Insights
How do Google search algorithms work?
Google ranking systems are designed to help users find what they're looking for on the web. The algorithms sort through billions of web pages in a fraction of a second to rank the most relevant and useful information. To do this, there is not only one but a series of algorithms.
The search logic looks at many factors such as the keywords in a query, the relevance and usability of a page, age of content, the expertise of the source and the location settings of a user.
The meaning of a search query
To return the most relevant results Google first needs to establish the exact information a user is looking for.
The algorithms have to cater for spelling errors, synonyms and work out if a query is for fresh content like current news of for historic accuracy.
The relevance of web pages
The algorithms also need to analyse the content of web pages and determine whether they contain search relevant information.
The most basic test of relevance is if a web page contains the same keywords as the search query.
If such keywords appear in the url, meta tags, headlines, body copy or image alt tags they are more likely to be relevant.
Beyond such simple keyword matching Google also uses aggregated and anonymised interaction data to assess whether search results are relevant to queries.
Data is transformed into signals which help Google’s machine-learned systems to better determine the relevance. These signals help to assess if a web page contains the answer a user is looking for rather than just repeating the same question.
The quality of content
It’s all about the user experience and the quality of the search result.
The algorithms try to find and to prioritise the most reliable sources available. Google determines which websites or pages demonstrate expertise, authority and trustworthiness on a given topic.
Spam algorithms help to prevent a page of low quality from rising to the top in the search results.
The usability of web pages
Usability plays a big part. The algorithms analyse whether a website loads quickly (page speed), or appears correctly in different browsers and on different devices.
It's been a few years now that Google started working on mobile-first indexing. Google is crawling of the web now using a smartphone Googlebot.
Context and settings
Information such as a user's location (local search), search history and search settings also help Google to serve the most relevant results at that given point in time.
Google also may tailor some recommendations which they think may be of interest for the user.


EXERCISE DIRECTIONS: Filter the entries for the word "tick". Copy each line that has it.

MATERIAL TO PROCESS:
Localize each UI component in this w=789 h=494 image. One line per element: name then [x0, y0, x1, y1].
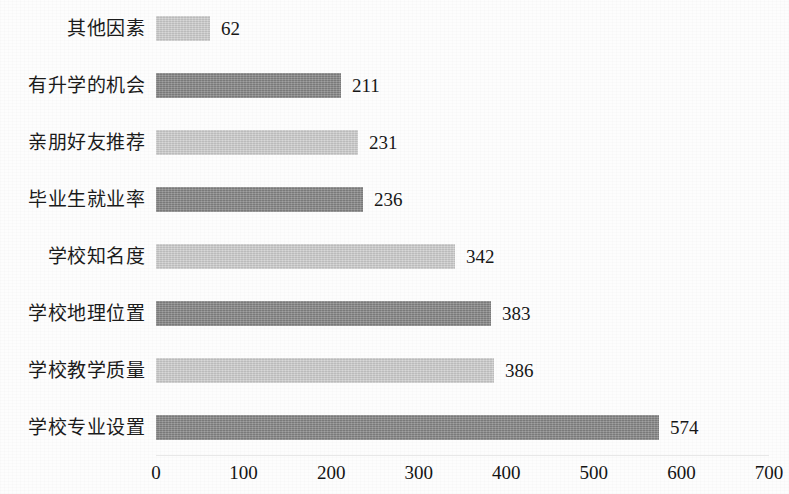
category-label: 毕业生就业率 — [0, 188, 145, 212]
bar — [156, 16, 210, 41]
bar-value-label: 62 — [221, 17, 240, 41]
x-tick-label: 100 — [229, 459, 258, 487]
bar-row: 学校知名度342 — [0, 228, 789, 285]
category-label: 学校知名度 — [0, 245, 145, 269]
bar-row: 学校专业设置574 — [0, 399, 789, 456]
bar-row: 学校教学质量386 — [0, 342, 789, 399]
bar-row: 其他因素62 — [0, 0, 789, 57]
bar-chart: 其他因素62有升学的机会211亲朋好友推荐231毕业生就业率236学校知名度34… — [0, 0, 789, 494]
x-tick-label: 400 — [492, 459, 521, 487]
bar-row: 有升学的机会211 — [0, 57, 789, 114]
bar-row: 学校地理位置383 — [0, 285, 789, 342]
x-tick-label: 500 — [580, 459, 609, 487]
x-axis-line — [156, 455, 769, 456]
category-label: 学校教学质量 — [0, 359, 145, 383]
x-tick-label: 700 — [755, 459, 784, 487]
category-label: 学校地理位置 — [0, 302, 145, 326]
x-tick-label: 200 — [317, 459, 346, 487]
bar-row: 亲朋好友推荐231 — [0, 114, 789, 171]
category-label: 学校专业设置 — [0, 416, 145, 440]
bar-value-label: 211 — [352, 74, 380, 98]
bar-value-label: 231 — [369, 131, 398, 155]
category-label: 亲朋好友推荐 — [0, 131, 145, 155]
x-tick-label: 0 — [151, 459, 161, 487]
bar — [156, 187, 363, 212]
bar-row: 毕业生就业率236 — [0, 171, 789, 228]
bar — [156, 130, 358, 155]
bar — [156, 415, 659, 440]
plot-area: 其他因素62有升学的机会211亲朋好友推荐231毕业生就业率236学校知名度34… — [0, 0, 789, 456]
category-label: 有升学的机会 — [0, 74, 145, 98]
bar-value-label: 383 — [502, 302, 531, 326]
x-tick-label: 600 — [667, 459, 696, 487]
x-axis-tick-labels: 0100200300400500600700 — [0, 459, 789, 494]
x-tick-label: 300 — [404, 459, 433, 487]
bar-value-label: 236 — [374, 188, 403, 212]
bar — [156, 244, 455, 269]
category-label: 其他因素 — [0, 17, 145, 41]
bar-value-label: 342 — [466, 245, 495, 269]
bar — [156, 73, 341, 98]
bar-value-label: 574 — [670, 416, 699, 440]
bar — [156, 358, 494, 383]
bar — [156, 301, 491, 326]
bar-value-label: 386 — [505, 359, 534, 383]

OUTPUT:
x-tick-label: 100 — [229, 459, 258, 487]
x-tick-label: 400 — [492, 459, 521, 487]
x-tick-label: 500 — [580, 459, 609, 487]
x-tick-label: 700 — [755, 459, 784, 487]
x-tick-label: 200 — [317, 459, 346, 487]
x-tick-label: 0 — [151, 459, 161, 487]
x-tick-label: 600 — [667, 459, 696, 487]
x-axis-tick-labels: 0100200300400500600700 — [0, 459, 789, 494]
x-tick-label: 300 — [404, 459, 433, 487]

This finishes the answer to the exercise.